At 15% that could be pretty significant, and could take awhile to grow out of that loss via mutual funds. I'm expecting a tax bill increase this year post combining incomes with my future wife. We both make decent middle to upper middle class professional salaries.

If both your withholding are set up right why would your tax bill change (I assume what you pay/receive in April?)? Most time single vs MFJ limits and brackets are double so you should see little change even if your salaries are the same.

If you sell your tax would be $600. Not sure I'd call that significant, but that's up to you. Short of getting to the 15% bracket in 20 years you can't avoid this anyway.

Good point on the 15% now or later. I was thinking in terms of paying the tax post FI when we are in a lower bracket, but that won't really apply.

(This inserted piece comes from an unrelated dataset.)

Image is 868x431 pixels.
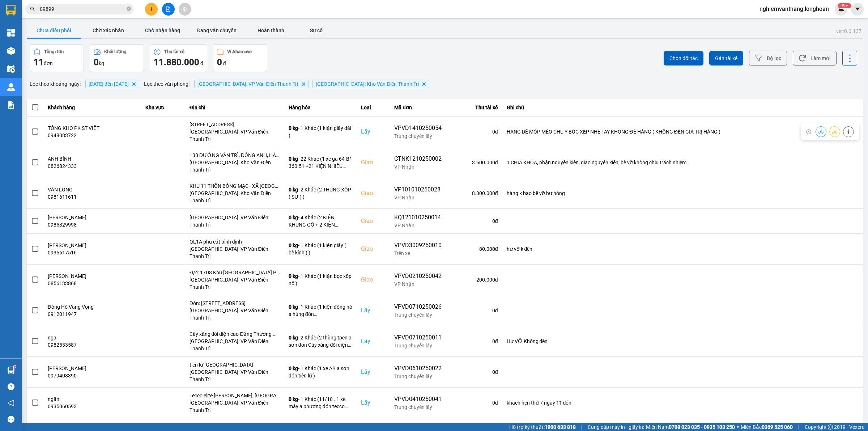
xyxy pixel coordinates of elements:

We've run the numbers (my future wife is an accountant) and in total we will owe a few extra thousand dollars in income taxes. Basically, with deductions I haven't been paying at the 28% tax bracket even with gross income breaking that threshold, but with our combined incomes, a greater portion of both our combined incomes will be taxed at 28%. For example, a single earner making 100K net would pay 28% on 9K, but two married people each making 100K would be paying 28% on close to 50K in income. So really, it's not going up that much, and we are covered in our with-holdings, but we are going from getting a refund of a few grand combined to getting essentially nothing back. The marriage tax brackets really do not favor dual earners with good salaries. Not to be a complainy pants here, we are very fortunate, but it's hard to love paying more in taxes just because you tied the knot.